There’s more than a little danger in making assertions about a character (Niko) about whom one knows as yet very little. I won’t get to play GTA4 until at least Tuesday—and I suspect it will take me weeks to get to know Niko Bellic very well. But given the history of the GTA series and the trailers that I’ve caught sight of around the Web, I really don’t think I’m far off in comparing Niko to Odysseus, at least as far as one fundamental characteristic is concerned: their anti-heroism.

It’s something that’s usually overlooked in the eighth grade English classes that almost always constitute a student’s complete exposure to Homeric epic until and unless he or she decides to take a course on it in college, but Odysseus is not really a nice guy. That’s not to say that we aren’t meant to sympathize with him, but he’s a lying, cheating, stealing sonofabitch whose only significant redeeming characteristic is an obessive need to get home and put things right. The fact that his wife and son are there, in bad trouble, means that Odysseus’ return does have a fundamentally redemptive quality, because his wife and son are nice people—in a way that Odysseus doesn’t get to be nice because he had to go fight somebody else’s f’ed up war.

Anyway, the most emphatic expression of Odysseus’ anti-heroism is perhaps what he does to the maid-servants who have been sleeping with the suitors who were trying to get Odysseus’ wife Penelope to marry them. Remember that these maids, as the ancient audience would have been very well aware, wouldn’t have had a choice in the matter: sleeping with the powerful guys hanging out in their masters' house would have just been what happened to them. At the end of the epic, Odysseus has them strung up all together, in a mass hanging, their twitching legs described as vividly as one might expect of a Tarantino flick.

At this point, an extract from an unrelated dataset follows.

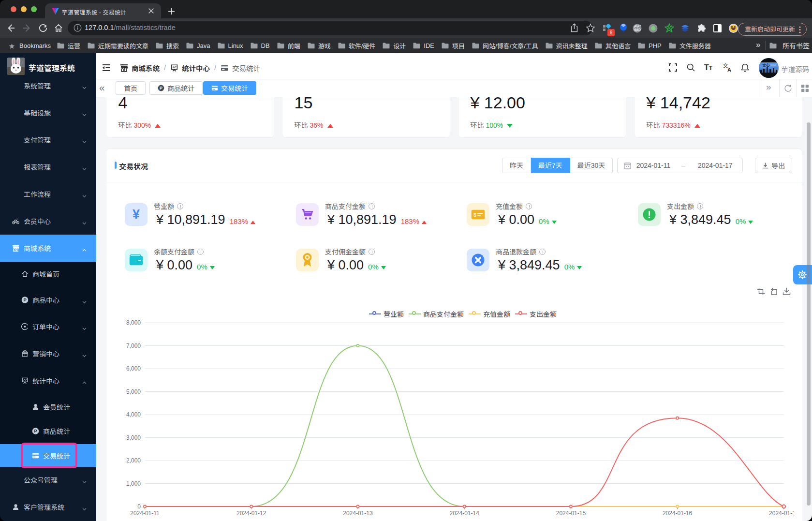 The image size is (812, 521). I want to click on svg-text: 2024-01-16, so click(678, 513).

No, Odysseus isn’t nice. And neither is Niko. But if the reviews speak truth, that means that their stories have something very special, very epic, and very ancient going for them. They make us imagine what it would be like to be someone very different from who we are, someone much worse in many ways, but perhaps in a few ways much better than we are. We get the pleasure of being the kind of person who doesn’t think twice about stringing up a bunch of maids, or offing the target we’ve been assigned to off. But it’s pleasure because it’s pretend, and that’s the secret to the anti-hero: our enjoyment of him depends completely on our not being like that, on our being able to see that such measures could never, in real life, be justified.

Saturday, April 26, 2008

Is GTA4 a living epic?

The short answer is Yes. A longer answer will take us into very interesting territory, the territory above all of the figure usually called the anti-hero. We’ll also have to stop in the sandbox, to see whether a game can be made so open and free that it breaks its continuity with the epic tradition.